The key element of success in all cases was an effective village institution -- an organisation of villagers that managed the resource base, brought about discipline among the villagers in the use of the environmental benefits and ensured equitable and fair distribution of the benefits resulting from ecological regeneration. Not surprisingly, most participants at the seminar emphasised the importance of community management of the environment. Even the phrase people"s participation sounded passé. Most participants understood the phrase to mean people"s control, management and ownership of resources.

This is undoubtedly a major change in the thinking of economists as compared to, say, a decade ago. Faith in state agencies to deliver the goods is definitely on the decline. This, however, does not mean that everyone dealing with resource management is convinced that community management is the answer. It is interesting to note that those economists who still have doubts about community management are those who are studying fugitive resources, that is, resources like stream water, groundwater or fish that move from one village ecosystem to another. Since management in these cases would demand inter-community coordination and not just intra-community coordination, these researchers continue to believe that the state has an important role to play. Undoubtedly, there is a lack of successful multi-community resource management efforts like, say, ten villages jointly managing the watershed or the aquifer. But do we necessarily conclude from this that there is space here for decision-making by the state?

This could also mean that there is scope not just for community or village-level decision-making but also for multi-community level decision-making in the form of a watershed council or an aquifer council. Such experiments have never been attempted, but as the groundwater crisis grows, institutional innovations will definitely be tried out. It is hard to believe that any state law that empowers and creates groundwater inspectors will be able to save the groundwater system from being overused by interest groups.

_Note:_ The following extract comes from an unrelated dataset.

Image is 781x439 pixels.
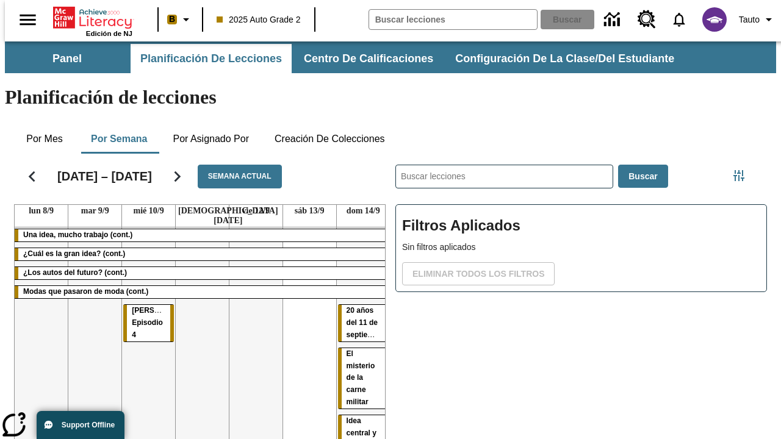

The most heartening aspect of the seminar was not just the ideas it produced on community resource management systems but also on how communities can map their resource base and take decisions about its use. The work of the Kerala Sastra Sahitya Parishad was widely appreciated. The Filipino idea about community accounts not just being a tool for communities to manage their resource base but also a basis for national accounts was indeed revolutionary and brings into question the usefulness of current efforts to develop national natural resource accounts. National accounts are a consolidation of enterprise accounts and because of the nature of modern enterprises, these accounts externalise the ecological and social costs. But community level accounts, in which enterprise accounts are subsidiary, will capture these costs and so will the national accounts, which are a consolidation of community accounts.

Of course, the central issue will remain. Accounting systems cannot do much unless communities have legal control over their environment so that the use of their environment is determined by the communities. In other words, communities will then become powerful players in the market-place.

The second major issue raised by the participants of the seminar was prices. The market cannot deal with environmental problems, they said, unless we get the prices right, that is, prices that incorporate the full ecological and social costs of our production and consumption. This is a key area in which public policy analysts must work to identify steps that are needed to ensure that subsidies in resource use do not lead to distorted consumption patterns.

In fact, the two issues of community control and getting prices right may be related to each other. Sovereign communities with full control over their resource base will not underprice their resource base and continue to suffer the resulting consequences of displacement and ecological degradation. Communities will ideally fix prices better than the state.